An hour or so later, they stood in his hotel room, like children unsure how to initiate play. He spoke first. “We should swim.”
“You’re joking.”
“I’m not. There’s a pool downstairs. It’s warm and shallow. In five minutes we can prove there is nothing wrong with your lungs.”
“I have nothing to wear to swim.”
“The hotel is practically empty. I have an extra T-shirt and shorts. That’s all you need. What is the worst that will happen?”
“I will hate it, and I will embarrass myself. The night will end abruptly, and we will never see each other again.”
“Five minutes,” he said.
“All of that can happen in five minutes.”
But Sudhir was already riffling through his drawer. Moments later, Vega stood in the bathroom, wearing a white T-shirt and his cotton shorts, the latter rolled up to fit her waist. That summer, staring at herself in the mirror, she had started to feel old. She was troubled by the wisps of gray—too few to conceal, but too many to pluck. There were slight wrinkles at the corners of her eyes and mouth, and she had taken to using Rukmini’s anti-aging face moisturizer. But now, dressed in white, with her hair in a loose bun, it startled her to see how young she looked.
“You could still have another child,” Rukmini had told her weeks back, unprompted. “You don’t realize this. How many choices are still ahead of you.” They were alone in the kitchen together, peeling almonds. Asha had gone for a walk with Vega’s father and was no doubt off somewhere, eating more ice cream.
“I have a child.”
“I said another child, kanna. I had two. It was a lovely number.”

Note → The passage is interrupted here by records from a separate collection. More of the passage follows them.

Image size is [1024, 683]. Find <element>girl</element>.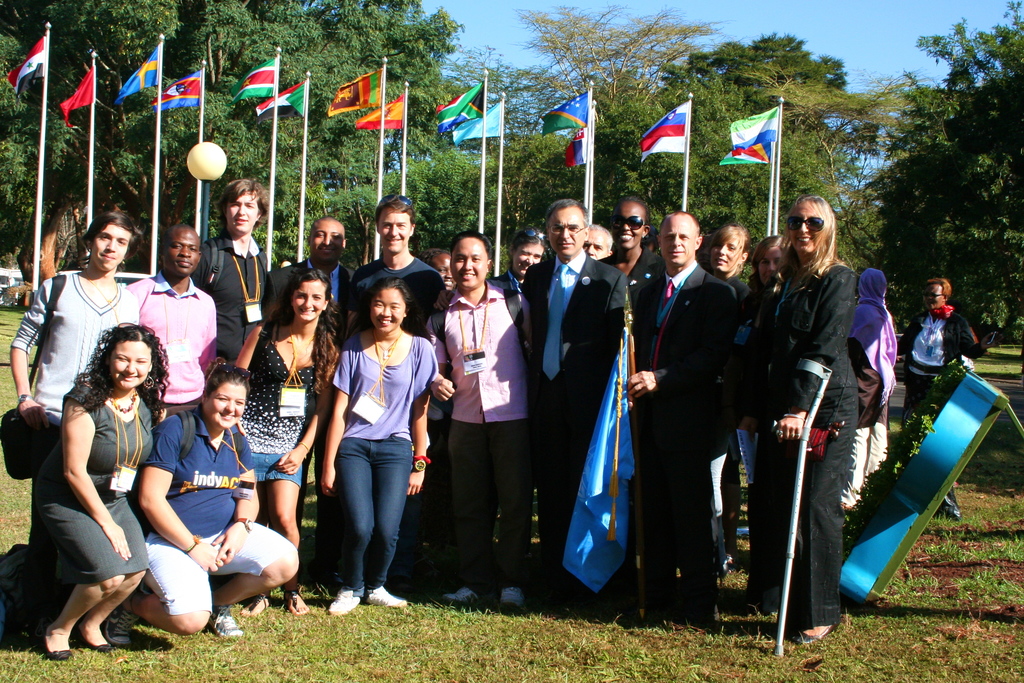
box=[141, 366, 302, 640].
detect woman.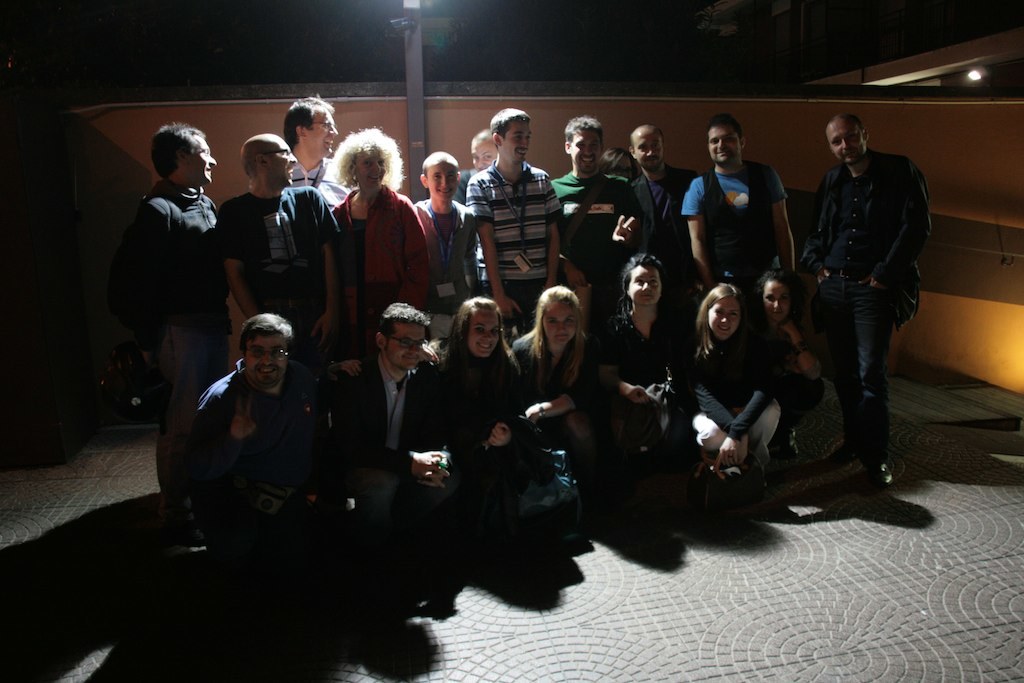
Detected at 424/294/533/511.
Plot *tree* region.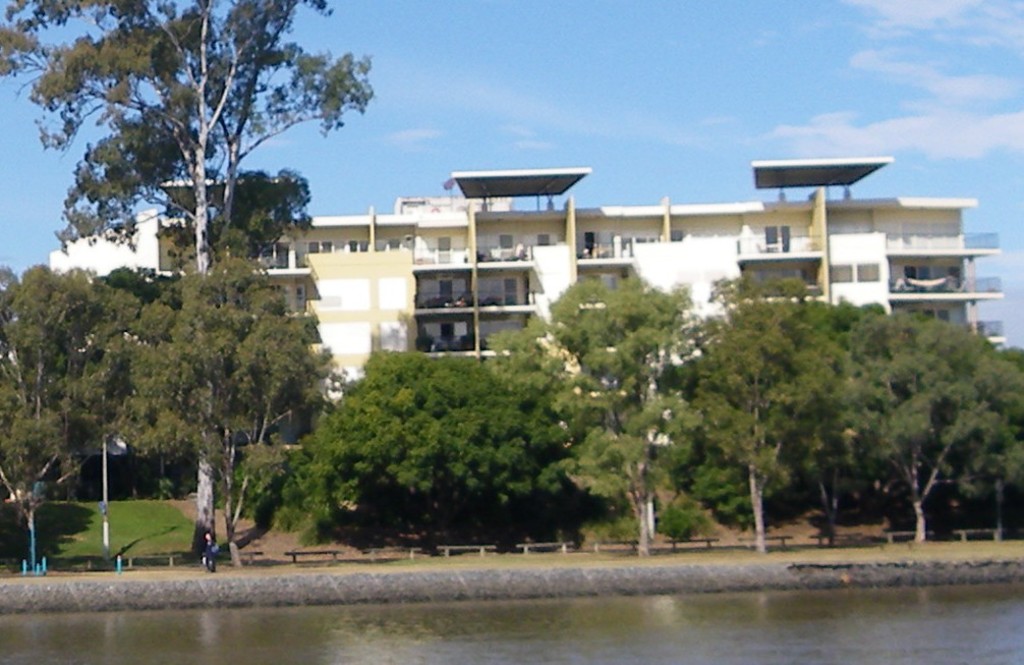
Plotted at 0, 356, 117, 561.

And now we both have one, Vega thought. To Rukmini, there was nothing more tragic than childlessness. Vega knew what she was implying, though neither of them would ever say it aloud. If you have one child, and you lose that child, you’ve lost everything.
“Do you want children?” Vega asked Sudhir. They were standing in the pool. The water reached her shoulders and her shirt ballooned around her. It had made her nervous when she’d first stepped in, but now she settled into it. Her face and neck felt cold compared to the rest of her body.
“I think I do. Meaning, I don’t have a burning desire. But if I did become a father, I’m sure it would make me very happy. I enjoy doing fatherly things. Reading. Playing board games. Sometime back, I was making an omelet and thinking, ‘If I had children, I would do this for them.’ ”
“You would make them omelets?”
“Sure.”
His tone was so honest, so unrehearsed, that it made her laugh. “I imagine you would. Is Dhaka your permanent home?”
“I don’t think it is. I don’t have ties to the city. I like my work, and I have friends. But they aren’t deep relationships.” He exhaled slowly, and Vega recalled Gayatri mentioning that he had once been a smoker. She found this attractive—not that he had smoked, but that he had quit, that he was sturdy enough to remake himself. She listened as he talked about his years in Cairo, the city he had loved most aside from Delhi. “I had a flat overlooking the Nile. And there was a vendor who sold roasted sweet potatoes in the winter and that smell sometimes comes back to me. This was around seven years back, during the first Palestinian intifada, and there was a convergence of journalists in the area. We were together all the time. And then slowly, everybody trickled out. Before anybody left, we threw a party and said, ‘Oh, we’ll visit you in Beirut or Jerusalem or wherever,’ but most of us have never even seen each other again. A few get togethers here or there, but never the large group.” He paused. “There was a teenage boy who worked in the garage below the building. He loved Bollywood, and he would always sing these songs, but, you know, he would muddle up the lyrics. I used to give him small things. Cash during Eid, some old clothes that no longer fit. And then one day, he just disappeared. Somebody said his father had died, and the family went back to their village. But I think about him so often. These characters who just pass through your life, and then you never see them again.”